Report: Jairo Beras Contract Upheld; Suspended For One Year

The curious, winding, topsy-turvy case of Jairo Beras has achieved finality, and the outcome is a favorable one for both Beras and the Rangers, both of whom received the news earlier today -- or at some point in the last couple of days -- that Major League Baseball would uphold the Rangers' signing of Beras to a $4.5 million bonus, but were also informed that the league would be suspending him through July 1st, 2013 from participating in official games.

A brief synopsis of the case: Beras, at some point, furnished MLB with a year-1995 birth certificate that would have rendered him ineligible to sign with any team before July 2nd of this year. The Rangers uncovered what they felt -- and what the league ultimately deemed to be -- sufficient evidence that he was born in 1994, which would have rendered him eligible to sign before July 2nd, and would have enabled the Rangers to work around the impending $2.9 million-per-team spending cap. Other teams cried foul, the league launched a full-scale investigation into the case, and now, four and a half months later, the Beras contract is being upheld, albeit with a one-year suspension.

As Baseball America's Ben Badler points out, however, the suspension doesn't impact Beras or the Rangers on a practical level, as Beras will be permitted to continue training at the organization's Dominican baseball academy, is still allowed to go to the instructional league and spring training, and can still participate in the club's extended spring program, as well as participate in full workouts and practices:

Because Beras signed before this year's international signing period, his contract will not count against the Rangers' 2012-13 international bonus pool.

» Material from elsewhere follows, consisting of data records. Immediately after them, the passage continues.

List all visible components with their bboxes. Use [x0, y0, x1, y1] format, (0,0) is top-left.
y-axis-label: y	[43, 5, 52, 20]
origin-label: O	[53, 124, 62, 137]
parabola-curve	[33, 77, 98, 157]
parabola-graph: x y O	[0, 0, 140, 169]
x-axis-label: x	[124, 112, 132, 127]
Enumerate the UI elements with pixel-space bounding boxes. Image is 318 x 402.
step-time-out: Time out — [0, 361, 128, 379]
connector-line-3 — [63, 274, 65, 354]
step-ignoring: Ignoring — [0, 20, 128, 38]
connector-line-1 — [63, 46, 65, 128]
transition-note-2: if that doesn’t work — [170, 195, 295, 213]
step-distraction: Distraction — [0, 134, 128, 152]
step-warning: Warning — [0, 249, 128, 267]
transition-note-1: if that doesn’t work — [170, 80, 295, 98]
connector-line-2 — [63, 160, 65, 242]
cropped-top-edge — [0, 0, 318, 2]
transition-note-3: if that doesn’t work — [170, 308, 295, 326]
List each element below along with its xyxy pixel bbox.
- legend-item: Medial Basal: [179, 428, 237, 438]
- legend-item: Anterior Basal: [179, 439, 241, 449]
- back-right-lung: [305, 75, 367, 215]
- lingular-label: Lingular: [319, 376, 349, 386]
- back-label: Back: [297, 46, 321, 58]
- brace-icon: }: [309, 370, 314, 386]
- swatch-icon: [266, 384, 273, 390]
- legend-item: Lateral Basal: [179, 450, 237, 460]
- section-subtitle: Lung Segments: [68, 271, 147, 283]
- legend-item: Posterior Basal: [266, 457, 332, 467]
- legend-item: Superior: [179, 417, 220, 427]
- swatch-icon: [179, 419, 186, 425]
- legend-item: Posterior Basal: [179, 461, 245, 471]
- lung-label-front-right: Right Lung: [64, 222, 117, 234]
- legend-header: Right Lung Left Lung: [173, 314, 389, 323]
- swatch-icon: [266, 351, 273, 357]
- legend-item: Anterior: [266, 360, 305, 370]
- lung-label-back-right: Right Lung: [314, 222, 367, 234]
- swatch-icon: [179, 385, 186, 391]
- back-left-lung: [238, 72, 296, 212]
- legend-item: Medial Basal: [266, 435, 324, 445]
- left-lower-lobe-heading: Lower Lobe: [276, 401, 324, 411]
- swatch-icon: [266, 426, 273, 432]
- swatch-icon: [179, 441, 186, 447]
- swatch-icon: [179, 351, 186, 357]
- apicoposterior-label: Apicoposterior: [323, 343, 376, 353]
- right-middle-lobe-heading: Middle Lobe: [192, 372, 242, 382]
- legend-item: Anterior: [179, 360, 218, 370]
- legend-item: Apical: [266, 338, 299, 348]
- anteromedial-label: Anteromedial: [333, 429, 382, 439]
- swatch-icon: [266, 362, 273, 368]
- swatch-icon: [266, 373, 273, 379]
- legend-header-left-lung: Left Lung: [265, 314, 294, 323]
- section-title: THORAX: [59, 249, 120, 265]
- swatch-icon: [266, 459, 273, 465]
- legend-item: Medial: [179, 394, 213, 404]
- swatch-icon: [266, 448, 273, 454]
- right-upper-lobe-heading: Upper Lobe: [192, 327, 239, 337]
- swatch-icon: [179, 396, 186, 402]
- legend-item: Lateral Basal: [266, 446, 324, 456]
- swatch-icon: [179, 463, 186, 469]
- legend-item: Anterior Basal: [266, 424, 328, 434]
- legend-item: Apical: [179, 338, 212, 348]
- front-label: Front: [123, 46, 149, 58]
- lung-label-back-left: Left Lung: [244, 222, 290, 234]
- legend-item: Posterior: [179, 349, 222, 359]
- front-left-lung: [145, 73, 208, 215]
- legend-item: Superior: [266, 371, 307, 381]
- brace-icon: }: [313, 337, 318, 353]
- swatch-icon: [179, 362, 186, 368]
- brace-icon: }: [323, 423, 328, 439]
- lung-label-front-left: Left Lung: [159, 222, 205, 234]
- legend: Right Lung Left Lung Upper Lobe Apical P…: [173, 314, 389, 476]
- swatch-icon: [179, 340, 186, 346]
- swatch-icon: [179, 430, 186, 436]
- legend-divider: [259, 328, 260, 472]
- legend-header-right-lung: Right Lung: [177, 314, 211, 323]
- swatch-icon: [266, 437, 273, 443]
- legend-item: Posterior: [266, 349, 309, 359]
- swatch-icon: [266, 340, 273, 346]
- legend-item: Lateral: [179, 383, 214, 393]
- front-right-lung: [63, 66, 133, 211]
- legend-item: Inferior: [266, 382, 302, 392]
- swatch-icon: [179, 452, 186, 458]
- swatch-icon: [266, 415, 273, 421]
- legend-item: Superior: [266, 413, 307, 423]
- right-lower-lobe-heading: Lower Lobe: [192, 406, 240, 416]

The Rangers also will face no penalties from the signing.

Had Beras been subject to the new bonus rules or had his contract terminated by the league, he likely would have signed for far less than $4.5 million. And while he will have to sit out a year, had he signed on July 2, he would have signed a 2013 contract and likely would not have played in a game anyway until June 2013, when short-season play begins. So compared to other top international signings from this year, he'll miss less than a month of games.

So, in realistic terms, this has little negative impact upon Beras himself, and the Rangers have already proclaimed that they think "they can be creative and work around any delays in Beras' development." The Rangers will also face no league-imposed punitive measures in this case, although there has been some thought that baseball intentionally dragged its feet on the announcement of a decision on Beras until after the cream of the 2012-13 July 2nd prospect crop had already signed; Ben Badler made a quantitatively based case against this notion late last month, but the Rangers clearly felt that they had gone above and beyond normal due diligence on Beras, and, based on the amount/quality of evidence they turned over to MLB, felt this should have been decided a while back.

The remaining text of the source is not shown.